I know that Sundance ‘20 will probably deliver the usual five to eight…okay, ten noteworthy films that will be part of the early conversation, but the odds of another Manchester By The Sea playing there (or even another flash in the pan controversy like The Birth of a Nation) are slim to none. Or so it seems right now.
For Sundance has basically woked itself into a corner — it used to be one of the big three powerhouse festivals (along with Cannes and Telluride/Toronto) but now I’m not so sure.
Right now it’s flirting with being a larger, snowier but more politically secular version of SXSW.
Sundance is where films go to get their official badge and stamp of approval from the indie-woke-feminist-MeToo-identity politics-POC-LGBTQ, anti-white-patriarchy SJW comintern crowd.
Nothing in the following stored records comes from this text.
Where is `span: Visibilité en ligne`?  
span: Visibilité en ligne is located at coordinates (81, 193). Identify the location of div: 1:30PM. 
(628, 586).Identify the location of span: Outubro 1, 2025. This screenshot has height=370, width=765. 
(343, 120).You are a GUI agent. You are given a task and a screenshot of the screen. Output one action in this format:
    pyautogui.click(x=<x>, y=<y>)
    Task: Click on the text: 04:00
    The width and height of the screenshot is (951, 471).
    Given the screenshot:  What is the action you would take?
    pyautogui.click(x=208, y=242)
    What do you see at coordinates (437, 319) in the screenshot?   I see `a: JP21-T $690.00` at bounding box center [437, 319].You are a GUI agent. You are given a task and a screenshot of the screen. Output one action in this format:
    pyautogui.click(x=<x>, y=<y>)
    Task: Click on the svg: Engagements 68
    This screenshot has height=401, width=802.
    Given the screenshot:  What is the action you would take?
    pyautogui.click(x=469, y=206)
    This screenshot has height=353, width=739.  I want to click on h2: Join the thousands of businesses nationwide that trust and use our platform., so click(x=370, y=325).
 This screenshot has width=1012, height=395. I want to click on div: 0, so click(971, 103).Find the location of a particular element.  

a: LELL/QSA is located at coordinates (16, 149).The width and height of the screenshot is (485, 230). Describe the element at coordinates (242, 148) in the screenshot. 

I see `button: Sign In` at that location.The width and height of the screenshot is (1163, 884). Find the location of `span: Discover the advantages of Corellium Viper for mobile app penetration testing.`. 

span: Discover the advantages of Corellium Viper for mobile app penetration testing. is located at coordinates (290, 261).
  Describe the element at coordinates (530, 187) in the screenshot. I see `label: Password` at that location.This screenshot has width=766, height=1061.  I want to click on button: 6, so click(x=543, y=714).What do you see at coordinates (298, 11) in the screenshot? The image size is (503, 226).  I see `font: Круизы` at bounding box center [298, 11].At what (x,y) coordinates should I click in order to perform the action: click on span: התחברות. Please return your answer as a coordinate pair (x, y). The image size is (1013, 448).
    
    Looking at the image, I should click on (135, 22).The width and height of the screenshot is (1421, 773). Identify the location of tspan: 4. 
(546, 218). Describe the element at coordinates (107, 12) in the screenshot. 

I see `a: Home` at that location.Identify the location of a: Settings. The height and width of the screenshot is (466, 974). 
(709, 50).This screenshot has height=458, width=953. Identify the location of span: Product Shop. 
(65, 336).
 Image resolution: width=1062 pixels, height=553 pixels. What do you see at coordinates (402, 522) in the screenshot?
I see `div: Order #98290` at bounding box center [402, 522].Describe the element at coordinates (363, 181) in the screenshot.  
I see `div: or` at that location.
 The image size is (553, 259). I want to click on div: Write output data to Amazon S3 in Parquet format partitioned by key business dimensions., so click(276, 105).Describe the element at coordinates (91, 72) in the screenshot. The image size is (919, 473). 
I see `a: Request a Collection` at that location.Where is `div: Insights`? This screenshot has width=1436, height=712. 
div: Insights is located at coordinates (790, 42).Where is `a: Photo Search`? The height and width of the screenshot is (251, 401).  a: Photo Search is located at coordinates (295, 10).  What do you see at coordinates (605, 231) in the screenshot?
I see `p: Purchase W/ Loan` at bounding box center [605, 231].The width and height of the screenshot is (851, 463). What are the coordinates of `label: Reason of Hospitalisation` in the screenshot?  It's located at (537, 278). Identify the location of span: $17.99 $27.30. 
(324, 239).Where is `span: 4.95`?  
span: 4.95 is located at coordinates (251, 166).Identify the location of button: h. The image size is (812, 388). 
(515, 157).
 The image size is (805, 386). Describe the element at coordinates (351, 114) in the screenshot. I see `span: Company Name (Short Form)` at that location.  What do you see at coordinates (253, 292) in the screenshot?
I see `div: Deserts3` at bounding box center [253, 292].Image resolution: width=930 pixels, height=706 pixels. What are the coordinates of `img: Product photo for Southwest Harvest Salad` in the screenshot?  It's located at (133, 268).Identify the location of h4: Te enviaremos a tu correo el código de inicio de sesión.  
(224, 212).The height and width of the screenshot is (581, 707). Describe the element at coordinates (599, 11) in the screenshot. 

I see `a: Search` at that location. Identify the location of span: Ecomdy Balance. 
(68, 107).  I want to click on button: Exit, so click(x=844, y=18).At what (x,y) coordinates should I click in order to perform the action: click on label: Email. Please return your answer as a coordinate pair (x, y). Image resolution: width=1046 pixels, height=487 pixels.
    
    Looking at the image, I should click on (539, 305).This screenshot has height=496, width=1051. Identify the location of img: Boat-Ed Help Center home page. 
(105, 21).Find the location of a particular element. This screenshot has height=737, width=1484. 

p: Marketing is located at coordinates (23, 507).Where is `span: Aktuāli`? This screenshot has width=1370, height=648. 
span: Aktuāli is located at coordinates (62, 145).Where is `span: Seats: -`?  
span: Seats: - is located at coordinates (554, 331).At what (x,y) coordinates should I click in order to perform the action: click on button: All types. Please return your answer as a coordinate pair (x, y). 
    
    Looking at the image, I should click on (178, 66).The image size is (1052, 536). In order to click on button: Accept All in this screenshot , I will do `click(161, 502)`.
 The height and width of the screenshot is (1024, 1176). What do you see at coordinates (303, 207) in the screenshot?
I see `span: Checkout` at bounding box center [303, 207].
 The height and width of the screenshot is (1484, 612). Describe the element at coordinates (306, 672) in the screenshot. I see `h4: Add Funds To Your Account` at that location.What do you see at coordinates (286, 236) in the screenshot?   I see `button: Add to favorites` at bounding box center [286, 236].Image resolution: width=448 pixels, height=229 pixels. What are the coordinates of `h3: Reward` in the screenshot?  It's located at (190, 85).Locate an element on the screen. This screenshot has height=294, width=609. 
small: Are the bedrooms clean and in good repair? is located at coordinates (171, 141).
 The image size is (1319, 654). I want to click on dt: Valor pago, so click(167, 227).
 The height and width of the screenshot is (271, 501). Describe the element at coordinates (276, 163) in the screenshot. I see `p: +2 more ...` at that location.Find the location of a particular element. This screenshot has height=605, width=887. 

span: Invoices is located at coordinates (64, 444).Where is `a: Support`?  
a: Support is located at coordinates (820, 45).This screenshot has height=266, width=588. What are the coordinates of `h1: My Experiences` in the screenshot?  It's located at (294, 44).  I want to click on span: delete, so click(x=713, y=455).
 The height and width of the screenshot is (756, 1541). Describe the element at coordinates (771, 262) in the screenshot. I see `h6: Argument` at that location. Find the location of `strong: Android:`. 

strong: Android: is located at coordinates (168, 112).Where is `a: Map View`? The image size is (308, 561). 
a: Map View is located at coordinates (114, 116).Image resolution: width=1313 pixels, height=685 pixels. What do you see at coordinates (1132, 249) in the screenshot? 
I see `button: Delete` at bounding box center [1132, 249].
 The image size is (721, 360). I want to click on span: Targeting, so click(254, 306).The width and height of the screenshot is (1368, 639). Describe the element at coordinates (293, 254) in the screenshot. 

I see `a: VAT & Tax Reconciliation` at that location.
But then what?
The question is, what kind of serious cultural or commercial value does that badge deliver these days? The 2020 version of a Sundance breakout hit almost certainly means it’ll be received with muted enthusiasm (if that) when it opens, but of course most indie-level films don’t “open” any more — they go straight to streaming.
If you still haven’t seen Todd Douglas Miller‘s Apollo 11 in IMAX, please do so during the coming one-week re-engagement (starting on 12.6). And while you’re watching you might want to play a little game with yourself. There’s a whole lot of pre-launch footage of NASA technicians, VIP NASA guests, and Average Joe tourists waiting to see the launch. The name of the game is “Find the Obese People.” Because in 1969 they were all but nonexistent. You might spot one or two NASA technicians who could stand to exercise a bit more, but no Jackie Gleason types. Among the tourists it’s really hard to find a moderately fat person, and damn near impossible to spot any serious Jabbas. It’s just the way things were back then.
Otherwise, to go by Indiewire’s spitballing, we’re talking about the usual Stalinism in the snow…a festival that serves awareness as much as imaginings, observations, reflections and/or mind-bendings. The enforcement of visions of how the world needs to be, and the fulfilling of its own self-created image, and making real (at least temporarily) its own Neverland vibes.
Sundance is a default venue for progressive, Bernie and AOC-admiring Millennials and GenZ-ers with a smattering of wealthy boomers and GenXers…a place for the sharing of 21st Century, lefty-concentration-camp values…the right kind of legends…struggles and celebrations of women, LGBTQs, people and cultures of color, and a corresponding absence of anything that’s even a little contrarian in terms of, say, white-male experience or straight perspectives. The whole festival is a safe space, and anyone who’s afraid of being overthrown or cancelled or at least strongly challenged…well, it’s your call.
Last year there were eight Sundance films that mattered: Julius Onah‘s Luce, Dan Reed‘s Leaving Neverland, Gavin Hood‘s Official Secrets, Madds Brugger‘s Cold Case Hammerskjold, David Crosby: Remember My Name, Memory: The Origins of Alien, Steven Soderbergh‘s High Flying Bird, Jennifer Kent‘s The Nightingale and Blinded By The Light.
How many of these connected with Joe and Jane Popcorn?
I said this last year also, but I miss the old snide elitist Sundance vibe, that hippest-crowd-in-the-world clubhouse feeling that I remember oh so well from the ’90s and the aughts and…well, basically the Sundance that we all knew and loved up until People’s Central Committee vibes started to seep in around ’15 or thereabouts, certainly by ’16 and most definitely by the ’17 festival, more or less concurrent with Trump’s inauguration..
At the end of the day Sundance ’20 will screen at least four or five head-turners that will matter to those of us who appreciate conversational stimulation…they always do.